TI has been partnering with Synopsys on its virtual platform development to create the platforms. In some cases Synopsys develops the models for TI and in others TI develops the models. Then Synopsys does the final platform integration and turns it back over to TI.

“There are some other third parties that come in there as well including ARM,” said Frome. “We essentially take that final platform and then internally, we unleash our developers on that to where we can actually boot software on there, begin running some of our use cases before we get to the silicon level,” Frome continued.

Throughout the process communication is critical. Frome noted that there is definitely a communication path as far as when the architects are developing the specs. The specs are shared with the users so they can understand what that model is intended to do. Then, as a model is created, there is a feedback channel because the engineers developing the models may have questions about specific details. The final level of communication involves verification, when the models are actually being utilized.

“What we’ve seen is if we have really well written specs and there is good communication between the architects and the model developers, by the time we get to the final model, that usually goes fairly smoothly—it’s more a clarification,” said Frome. “There will be some updates that need to happen but they are fairly minor in nature at that point.”

Rules of engagement changing
None of this is done in a vacuum, however. The rules of business engagement are constantly changing. Kurt Shuler, director of marketing at Arteris, says some cell phone vendors that design their own chips are now providing requirements to their semiconductor suppliers. “They are communicating very specifically to the chip provider about the specific requirements and they are in the process of using the platform architect-type tools to say, ‘Here’s the scenario, give me a model of your [chip] and I will tell you back what changes I want you to make to your hardware to make it better for me.’ That is a totally new thing.”
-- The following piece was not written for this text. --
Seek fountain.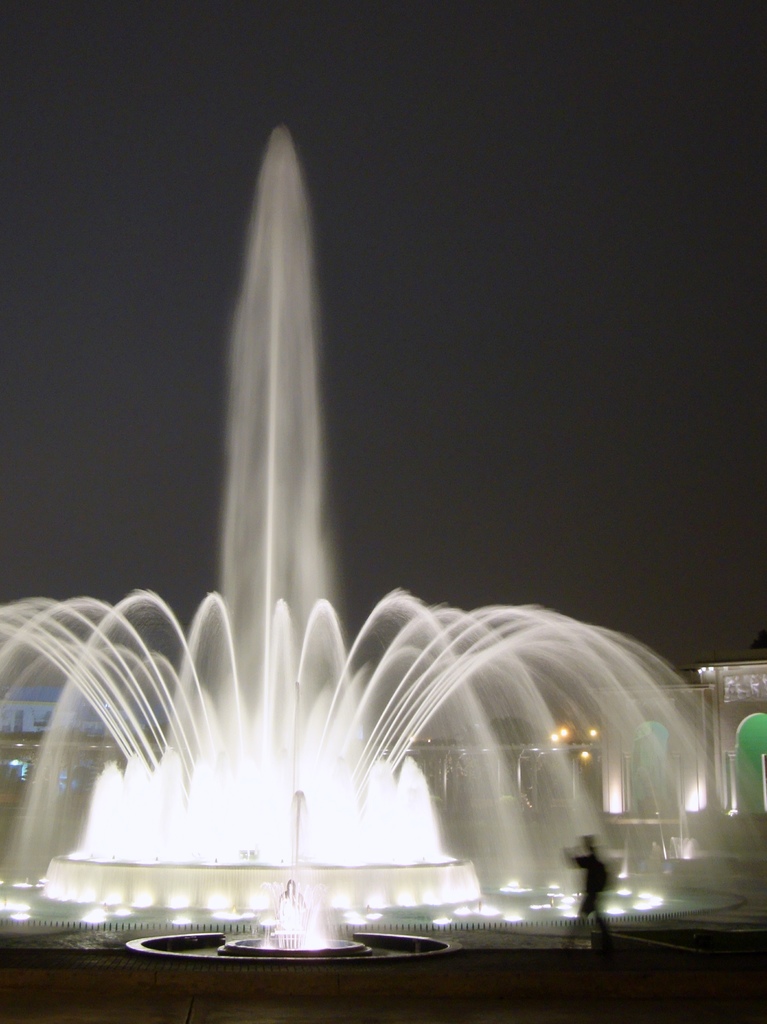
[0, 115, 741, 998].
Marc Serughetti, director of product marketing for virtual prototyping at Synopsys confirmed this activity. “There is definitely some of this happening. And that happens not only on the software side, but on the architecture of the SoC, too. They want to give feedback as early as possible in terms of making sure that what they have as software will run efficiently on the hardware they are getting from the semiconductor company. So we are definitely seeing this request going back and forth. One reason is to make sure the hardware and whatever software you’re getting from the semiconductor maker meets your requirements, but also to start developing that software earlier. In some markets, like consumer and wireless, it is so competitive that a two-month difference can be huge. The earlier they can start, the better.”

Some go as far as saying these business engagement changes are exactly why ESL is happening now.

“This is the key reason ESL and virtual prototyping is becoming a reality now,” asserted Mentor’s Shabtay Matalon. “In the current level of competitiveness that exists in the marketplace and the complexity and the amount of software that is embedded in each one of those devices, the software people don’t want to be treated as the afterthought in the design cycle. The only way that they will become part of it is if they get models not only before the boards are done and before the processors are fabricated, but even before the RTL is implemented. As soon as they know there is a set of processors that are in the works, they want to participate. They are putting significant pressure on the semis to give them early models of their designs even before RTL is solidified so they can influence the RTL.”